U.S. commander orders plans on Pakistan

WASHINGTON - January 23, 2008 Adm. William J. Fallon, commander of U.S. Central Command, issued a planning order, an internal instruction to lower-level commanders, to propose ideas for a long-term approach to helping Pakistan combat what has become an expanding, homegrown insurgency that threatens the stability of the government.

Fallon's intent is to develop new approaches to help Pakistan, with a time horizon stretching to 2015, the official said. The official spoke on condition of anonymity because the order has not been made public.

A central assumption in the planning is that no such U.S. training contribution would be made without the Pakistani government's prior approval, the official said.

Fallon was in Pakistan this week meeting with senior Pakistani military officials.

In an interview last week during a conference with Middle Eastern defense chiefs in Florida, Fallon said Pakistan is taking a more welcoming view of U.S. suggestions for using American troops to train and advise its own forces in the fight against anti-government extremists.

Fallon said he believes increased violence inside Pakistan in recent months has led Pakistani leaders to conclude that they must focus more intensively on extremist al-Qaida hideouts near the border with Afghanistan.
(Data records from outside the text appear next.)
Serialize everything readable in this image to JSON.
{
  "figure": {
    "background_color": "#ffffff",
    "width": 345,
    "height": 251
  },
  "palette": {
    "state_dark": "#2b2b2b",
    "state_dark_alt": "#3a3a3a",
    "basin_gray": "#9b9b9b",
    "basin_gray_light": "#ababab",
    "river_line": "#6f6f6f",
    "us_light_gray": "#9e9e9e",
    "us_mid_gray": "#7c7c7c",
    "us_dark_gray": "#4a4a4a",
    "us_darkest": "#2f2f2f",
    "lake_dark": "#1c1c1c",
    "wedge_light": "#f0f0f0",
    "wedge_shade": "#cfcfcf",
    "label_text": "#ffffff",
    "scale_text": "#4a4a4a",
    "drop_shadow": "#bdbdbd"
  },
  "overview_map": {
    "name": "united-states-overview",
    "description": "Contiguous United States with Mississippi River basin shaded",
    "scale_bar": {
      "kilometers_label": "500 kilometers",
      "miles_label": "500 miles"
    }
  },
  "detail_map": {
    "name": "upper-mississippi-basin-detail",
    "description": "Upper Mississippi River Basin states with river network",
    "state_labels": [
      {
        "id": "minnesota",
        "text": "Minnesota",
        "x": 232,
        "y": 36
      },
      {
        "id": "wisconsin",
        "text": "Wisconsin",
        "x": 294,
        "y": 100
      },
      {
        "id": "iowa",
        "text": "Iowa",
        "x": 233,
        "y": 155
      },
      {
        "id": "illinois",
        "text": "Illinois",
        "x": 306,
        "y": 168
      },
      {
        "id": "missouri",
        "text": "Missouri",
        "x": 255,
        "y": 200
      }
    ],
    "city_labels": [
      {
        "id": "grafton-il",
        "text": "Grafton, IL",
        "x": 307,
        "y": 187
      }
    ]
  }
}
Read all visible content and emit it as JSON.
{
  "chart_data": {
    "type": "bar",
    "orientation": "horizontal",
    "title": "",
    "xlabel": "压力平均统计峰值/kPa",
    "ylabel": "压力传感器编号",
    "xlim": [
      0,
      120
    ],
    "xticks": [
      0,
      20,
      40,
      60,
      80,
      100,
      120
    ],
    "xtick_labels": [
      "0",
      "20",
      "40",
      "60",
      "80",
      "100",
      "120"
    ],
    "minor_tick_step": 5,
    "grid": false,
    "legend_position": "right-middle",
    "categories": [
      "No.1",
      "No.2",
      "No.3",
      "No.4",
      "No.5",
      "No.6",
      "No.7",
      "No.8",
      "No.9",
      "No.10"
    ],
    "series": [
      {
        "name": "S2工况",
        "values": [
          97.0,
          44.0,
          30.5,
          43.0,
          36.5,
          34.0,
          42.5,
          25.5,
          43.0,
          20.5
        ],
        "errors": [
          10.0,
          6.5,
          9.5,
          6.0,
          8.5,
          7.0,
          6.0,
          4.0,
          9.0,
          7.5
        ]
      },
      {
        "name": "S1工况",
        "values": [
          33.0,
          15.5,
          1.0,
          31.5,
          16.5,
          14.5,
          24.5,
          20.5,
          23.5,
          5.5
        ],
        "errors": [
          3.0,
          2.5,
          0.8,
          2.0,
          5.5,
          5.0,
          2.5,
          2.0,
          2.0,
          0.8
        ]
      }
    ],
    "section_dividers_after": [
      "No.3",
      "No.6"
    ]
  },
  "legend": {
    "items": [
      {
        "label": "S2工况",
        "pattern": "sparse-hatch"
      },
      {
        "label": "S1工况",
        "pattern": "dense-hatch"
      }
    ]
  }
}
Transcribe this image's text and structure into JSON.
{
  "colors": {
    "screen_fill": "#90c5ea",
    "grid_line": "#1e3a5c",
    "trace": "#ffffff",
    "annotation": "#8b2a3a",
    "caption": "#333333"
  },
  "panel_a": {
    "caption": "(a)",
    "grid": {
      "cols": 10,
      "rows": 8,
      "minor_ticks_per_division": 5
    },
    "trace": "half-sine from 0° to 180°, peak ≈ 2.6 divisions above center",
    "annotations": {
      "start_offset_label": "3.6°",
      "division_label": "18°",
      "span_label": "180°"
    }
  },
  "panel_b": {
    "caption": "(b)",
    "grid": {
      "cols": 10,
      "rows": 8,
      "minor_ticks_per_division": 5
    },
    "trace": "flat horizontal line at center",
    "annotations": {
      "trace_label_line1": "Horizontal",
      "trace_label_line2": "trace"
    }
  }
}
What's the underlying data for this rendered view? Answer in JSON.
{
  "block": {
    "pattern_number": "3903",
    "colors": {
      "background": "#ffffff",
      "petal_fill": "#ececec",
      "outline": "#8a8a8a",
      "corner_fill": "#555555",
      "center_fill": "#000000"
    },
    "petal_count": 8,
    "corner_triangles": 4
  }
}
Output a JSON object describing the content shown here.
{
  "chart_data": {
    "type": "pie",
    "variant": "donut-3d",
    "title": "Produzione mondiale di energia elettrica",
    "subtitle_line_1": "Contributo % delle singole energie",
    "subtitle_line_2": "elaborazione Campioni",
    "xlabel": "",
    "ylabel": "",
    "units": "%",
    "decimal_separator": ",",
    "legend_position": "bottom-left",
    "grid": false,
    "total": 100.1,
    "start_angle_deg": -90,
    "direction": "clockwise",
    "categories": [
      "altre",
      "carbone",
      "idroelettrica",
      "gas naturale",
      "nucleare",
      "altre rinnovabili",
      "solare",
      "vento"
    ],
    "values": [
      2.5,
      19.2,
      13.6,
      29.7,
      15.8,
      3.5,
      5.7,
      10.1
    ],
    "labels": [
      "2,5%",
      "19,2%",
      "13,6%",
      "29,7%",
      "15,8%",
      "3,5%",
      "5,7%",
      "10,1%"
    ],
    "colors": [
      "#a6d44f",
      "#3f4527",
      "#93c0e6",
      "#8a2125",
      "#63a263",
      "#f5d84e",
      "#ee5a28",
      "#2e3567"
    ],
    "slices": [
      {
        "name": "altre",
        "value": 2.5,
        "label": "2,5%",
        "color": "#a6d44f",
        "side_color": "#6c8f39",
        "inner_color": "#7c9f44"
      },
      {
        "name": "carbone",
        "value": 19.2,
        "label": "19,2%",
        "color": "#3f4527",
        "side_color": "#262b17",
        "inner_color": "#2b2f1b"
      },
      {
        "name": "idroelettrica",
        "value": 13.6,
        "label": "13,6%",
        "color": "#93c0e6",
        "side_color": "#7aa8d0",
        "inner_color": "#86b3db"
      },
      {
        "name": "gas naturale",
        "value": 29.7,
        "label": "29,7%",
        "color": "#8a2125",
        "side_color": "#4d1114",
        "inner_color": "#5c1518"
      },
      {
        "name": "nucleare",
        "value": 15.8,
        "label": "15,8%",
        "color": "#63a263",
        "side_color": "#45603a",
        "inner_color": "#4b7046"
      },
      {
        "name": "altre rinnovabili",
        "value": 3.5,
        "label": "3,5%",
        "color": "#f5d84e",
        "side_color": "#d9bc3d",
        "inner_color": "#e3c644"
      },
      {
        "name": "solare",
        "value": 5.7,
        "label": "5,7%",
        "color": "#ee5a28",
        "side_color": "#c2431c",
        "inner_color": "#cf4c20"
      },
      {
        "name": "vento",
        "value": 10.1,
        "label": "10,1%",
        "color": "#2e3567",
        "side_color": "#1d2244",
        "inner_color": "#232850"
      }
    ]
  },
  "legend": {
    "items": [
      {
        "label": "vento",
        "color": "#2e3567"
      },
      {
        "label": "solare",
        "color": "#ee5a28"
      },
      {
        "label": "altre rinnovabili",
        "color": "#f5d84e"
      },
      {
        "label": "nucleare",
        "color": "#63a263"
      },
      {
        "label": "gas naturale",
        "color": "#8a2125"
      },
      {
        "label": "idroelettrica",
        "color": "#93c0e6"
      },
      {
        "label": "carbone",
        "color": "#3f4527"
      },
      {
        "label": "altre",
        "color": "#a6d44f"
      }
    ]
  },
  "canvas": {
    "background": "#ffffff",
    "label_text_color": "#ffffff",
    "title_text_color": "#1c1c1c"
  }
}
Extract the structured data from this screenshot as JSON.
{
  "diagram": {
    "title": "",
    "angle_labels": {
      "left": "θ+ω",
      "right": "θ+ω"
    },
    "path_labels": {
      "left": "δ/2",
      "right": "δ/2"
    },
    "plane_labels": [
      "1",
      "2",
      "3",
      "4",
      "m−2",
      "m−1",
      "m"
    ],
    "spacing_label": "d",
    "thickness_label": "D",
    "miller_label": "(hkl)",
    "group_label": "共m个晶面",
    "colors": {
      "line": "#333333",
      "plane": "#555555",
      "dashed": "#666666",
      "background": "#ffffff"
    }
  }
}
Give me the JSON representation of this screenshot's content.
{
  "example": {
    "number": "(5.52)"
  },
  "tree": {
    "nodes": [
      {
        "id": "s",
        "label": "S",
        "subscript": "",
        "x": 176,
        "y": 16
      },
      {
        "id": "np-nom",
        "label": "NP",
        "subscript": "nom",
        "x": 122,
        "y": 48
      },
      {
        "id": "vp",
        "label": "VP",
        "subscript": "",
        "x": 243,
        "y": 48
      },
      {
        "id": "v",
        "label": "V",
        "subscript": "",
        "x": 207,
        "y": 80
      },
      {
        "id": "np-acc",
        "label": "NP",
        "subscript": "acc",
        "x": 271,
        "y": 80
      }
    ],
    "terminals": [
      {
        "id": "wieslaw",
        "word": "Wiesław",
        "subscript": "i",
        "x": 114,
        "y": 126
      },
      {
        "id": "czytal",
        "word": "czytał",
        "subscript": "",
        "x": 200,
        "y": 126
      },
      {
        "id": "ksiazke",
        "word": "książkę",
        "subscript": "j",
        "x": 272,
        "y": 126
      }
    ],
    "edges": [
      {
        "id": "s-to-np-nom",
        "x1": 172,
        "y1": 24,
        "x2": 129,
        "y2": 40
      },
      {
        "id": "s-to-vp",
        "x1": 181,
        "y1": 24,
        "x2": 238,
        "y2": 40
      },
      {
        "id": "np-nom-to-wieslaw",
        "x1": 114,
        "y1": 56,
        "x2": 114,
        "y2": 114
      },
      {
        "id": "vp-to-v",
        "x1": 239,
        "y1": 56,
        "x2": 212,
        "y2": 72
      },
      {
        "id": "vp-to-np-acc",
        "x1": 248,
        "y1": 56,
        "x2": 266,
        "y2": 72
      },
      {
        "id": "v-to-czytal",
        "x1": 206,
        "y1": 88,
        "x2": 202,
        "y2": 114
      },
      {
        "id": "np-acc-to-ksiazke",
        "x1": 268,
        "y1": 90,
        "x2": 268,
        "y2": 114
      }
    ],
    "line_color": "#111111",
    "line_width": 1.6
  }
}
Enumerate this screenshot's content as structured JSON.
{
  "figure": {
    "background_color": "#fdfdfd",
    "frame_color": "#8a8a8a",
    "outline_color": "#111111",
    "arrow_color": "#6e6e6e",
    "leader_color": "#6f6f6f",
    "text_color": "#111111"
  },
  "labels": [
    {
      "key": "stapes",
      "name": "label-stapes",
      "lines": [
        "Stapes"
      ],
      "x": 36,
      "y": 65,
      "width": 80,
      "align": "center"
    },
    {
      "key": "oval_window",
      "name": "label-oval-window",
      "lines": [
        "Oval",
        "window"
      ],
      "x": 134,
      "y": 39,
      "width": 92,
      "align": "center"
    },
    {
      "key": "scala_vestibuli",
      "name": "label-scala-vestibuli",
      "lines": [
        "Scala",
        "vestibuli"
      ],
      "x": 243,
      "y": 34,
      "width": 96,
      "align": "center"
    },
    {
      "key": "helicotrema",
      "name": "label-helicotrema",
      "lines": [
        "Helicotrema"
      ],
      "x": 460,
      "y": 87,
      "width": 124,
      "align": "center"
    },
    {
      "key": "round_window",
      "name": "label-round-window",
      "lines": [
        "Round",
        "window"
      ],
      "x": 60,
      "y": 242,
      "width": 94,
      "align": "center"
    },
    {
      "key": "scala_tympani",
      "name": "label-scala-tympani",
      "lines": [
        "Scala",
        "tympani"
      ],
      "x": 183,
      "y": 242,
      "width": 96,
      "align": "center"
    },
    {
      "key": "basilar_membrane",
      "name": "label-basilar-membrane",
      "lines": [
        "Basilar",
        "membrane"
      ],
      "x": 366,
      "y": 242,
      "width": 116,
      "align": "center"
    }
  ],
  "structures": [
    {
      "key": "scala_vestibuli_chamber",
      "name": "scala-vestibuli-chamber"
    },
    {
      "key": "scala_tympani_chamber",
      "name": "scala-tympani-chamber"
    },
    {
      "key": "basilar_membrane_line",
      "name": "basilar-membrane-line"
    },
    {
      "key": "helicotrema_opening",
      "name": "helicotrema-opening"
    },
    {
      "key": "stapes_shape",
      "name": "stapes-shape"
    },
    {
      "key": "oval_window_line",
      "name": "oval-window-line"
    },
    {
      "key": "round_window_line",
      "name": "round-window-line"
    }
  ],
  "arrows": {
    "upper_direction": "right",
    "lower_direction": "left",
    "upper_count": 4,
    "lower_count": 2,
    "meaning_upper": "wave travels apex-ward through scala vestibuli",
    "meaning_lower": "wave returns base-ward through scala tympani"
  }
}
"They see they've got real problems internally," Fallon said. "My sense is there is an increased willingness to address these problems, and we're going to try to help them." He said U.S. assistance would be "more robust," but he offered few details. "There is more willingness to do that now" on Pakistan's part, he said.

The Bush administration's anxiety about Pakistan's stability has grown in recent months, not only because of its potential implications for U.S. stability efforts in neighboring Afghanistan but also because of worry about the security of Pakistan's nuclear arsenal.

Secretary of State Condoleezza Rice met Wednesday with Pakistani leader Pervez Musharraf, the highest-level meeting of U.S. and Pakistan officials since the assassination last month of opposition leader Benazir Bhutto. While Rice praised Musharraf as a steadfast ally and promised continued U.S. support, she pressed him to keep his commitment to democracy and to free and fair elections in February.

At the Pentagon, one of Fallon's subordinate commanders, Army Maj. Gen. David Rodriguez, said the Taliban insurgency in Afghanistan is unlikely to stage a spring offensive in the volatile eastern region bordering Pakistan.

Rodriguez, who commands U.S. forces in eastern Afghanistan, told a Pentagon news conference that Taliban and al-Qaida fighters operating from havens in the largely ungoverned tribal areas of western Pakistan appear to have shifted their focus toward targets inside Pakistan rather than across the border in Afghanistan.

"I don't think there'll be a big spring offensive this year," Rodriguez said.

That is partly due to ordinary Afghans' disillusionment with the Taliban movement, he said, and partly because the Taliban and al-Qaida fighters see new opportunities to accelerate instability inside Pakistan. He also said Afghan security forces are becoming more effective partners with U.S. forces.

The Taliban generally has staged stepped-up offensives each spring, when the weather is more favorable for ground movement, although an anticipated offensive last spring did not materialize.

U.S. officials have said in recent days that they do expect a spring offensive in the southern area of Afghanistan, a traditional Taliban stronghold where fighting is most intense. That is one reason Defense Secretary Robert Gates last week approved the deployment of an additional 2,200 Marines to the southern sector, where NATO forces are in command.

In all, there are about 28,000 U.S. troops in Afghanistan, of whom roughly half are under Rodriguez's command. Rodriguez said he needs no more U.S. troops in his area but looks forward to having two more Afghan National Army brigades, due to begin operating in his sector this spring.

Rodriguez also said he sees no sign that the United States is preparing to send forces into Pakistan without the Pakistan government's approval.

"We're not planning that," he said. "Pakistan is a sovereign government, and we have no plans that I'm involved in or have even heard of to do anything like that."

On Capitol Hill, the House Armed Services Committee heard testimony from retired Army Lt. Gen. David Barno, a former commander of U.S. forces in Afghanistan. The committee chairman, Rep. Ike Skelton, D-Mo., opened the session with an expression of concern about trends in Afghanistan.

"I believe that we currently risk a strategic failure in Afghanistan and that we must do what it takes to avoid this disastrous outcome," Skelton said in a prepared statement. "We must re-prioritize and shift needed resources from Iraq to Afghanistan. We must once again make Afghanistan the central focus in the war against terrorism - our national security and Afghanistan's future are at stake."